12345G
on to the back-end, which only reads 12345
before issuing a response. This leaves the back-end socket poisoned with G
. When the legitimate request arrives, it ends up appended onto the G
, causing an unexpected response.G
will corrupt the user's request and they will probably get a response along the lines of "Unknown method GPOST".Content-Length
headers. Double Content-Length header support is strictly forbidden by the RFC 7230 3.3.3:If a message is received without Transfer-Encoding and with either multiple Content-Length header fields having differing field-values or a single Content-Length header field having an invalid value, then the message framing is invalid and the recipient MUST treat it as an unrecoverable error. If this is a request message, the server MUST respond with a 400 (Bad Request) status code and then close the connection. If this is a response message received by a proxy, the proxy MUST close the connection to the server, discard the received response, and send a 502 (Bad Gateway) response to the client. If this is a response message received by a user agent, the user agent MUST close the connection to the server and discard the received response.
400 Bad Request
, because the second query is starting with X-Foo: Bar
and that is an invalid first query line.\r
between the 2 queries):400 Bad Request
and one 200 OK
response. Second query is taken as a valid.GET /index.html?bar=1 HTTP/1.1
is a bad header and most agent will reject early the fake pipeline as a bad query, becauseLOCATION
may be used to inject the special [:]
that is required in an header line, especially on the query string part, but this would inject a lot of bad characters in the HEADER-NAME-NO-SPACE
part, like '/' or '?'.[:]
comes with the line, and the bad character for an HEADER-NAME-NO-SPACE
will only be a space. This will also fix the potential presence of the double Host
header (absolute uri does replace the Host
header).GET http://vulnerable-website.com/index.html?bar=1 HTTP/1.1
will be parse like header with name is GET http
and value is //vulnerable-website.com/index.html?bar=1 HTTP/1.1
. This is still an invalid header (the header name contains a space), but some HTTP agents pass such a header. And after the error 400 Bad Request
we have a 200 OK
response.400 Bad Request
and a 200 OK
response.Transfer-Encoding: chunked
and Content-Length
, few servers reject such requests:If a message is received with both a Transfer-Encoding header field and a Content-Length header field, the latter MUST be ignored.
Transfer-Encoding
header from one server in a chain it will fall back to using the Content-Length
and we can desynchronize the whole system. The exact way in which this is done depends on the behavior of the two servers:Content-Length
header and the back-end server uses the Transfer-Encoding
header,Transfer-Encoding
header and the back-end server uses the Content-Length
header,Transfer-Encoding
header, but one of the servers can be induced not to process it by obfuscating the header in some way.\r
, followed by the chunk contents. The message is terminated with a chunk of size 0, followed by a newline \r
. Example:Each header field consists of a case-insensitive field name followed by a colon (":"), optional leading whitespace, the field value, and optional trailing whitespace.

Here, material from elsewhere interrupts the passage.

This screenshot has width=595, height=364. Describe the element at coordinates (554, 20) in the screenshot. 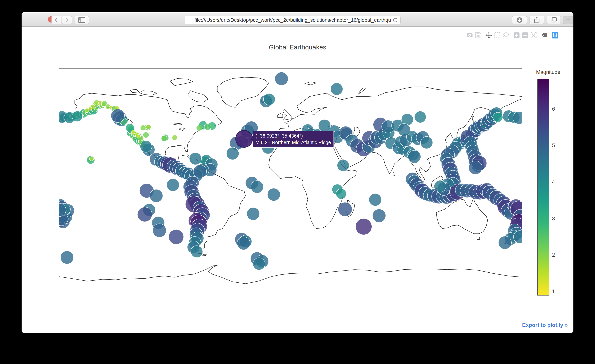

I see `tabs-icon` at that location.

No whitespace is allowed between the header field-name and colon. In the past, differences in the handling of such whitespace have led to security vulnerabilities in request routing and response handling. A server MUST reject any received request message that contains whitespace between a header field-name and colon with a response code of 400 (Bad Request). A proxy MUST remove any such whitespace from a response message before forwarding the message downstream.
Content-Length
header and the back-end server uses the Transfer-Encoding
header. We can perform a simple HTTP request smuggling attack as follows:Content-Length
header and determines that the request body is 13 bytes long, up to the end of SMUGGLED. This request is forwarded on to the back-end server.Transfer-Encoding
header, and so treats the message body as using chunked encoding. It processes the first chunk, which is stated to be zero length, and so is treated as terminating the request. The following bytes, SMUGGLED, are left unprocessed, and the back-end server will treat these as being the start of the next request in the sequence.Transfer-Encoding
header and the back-end server uses the Content-Length
header. We can perform a simple HTTP request smuggling attack as follows:Transfer-Encoding
header, and so treats the message body as using chunked encoding. It processes the first chunk, which is stated to be 8 bytes long, up to the start of the line following SMUGGLED. It processes the second chunk, which is stated to be zero length, and so is treated as terminating the request. This request is forwarded on to the back-end server.Content-Length
header and determines that the request body is 3 bytes long, up to the start of the line following 8. The following bytes, starting with SMUGGLED, are left unprocessed, and the back-end server will treat these as being the start of the next request in the sequence.Transfer-Encoding
header, but one of the servers can be induced not to process it by obfuscating the header in some way.Transfer-Encoding
header, for example:Transfer-Encoding
header such that only one of the front-end or back-end servers processes it, while the other server ignores it.Transfer-Encoding
header, the remainder of the attack will take the same form as for the CL.TE or TE.CL vulnerabilities.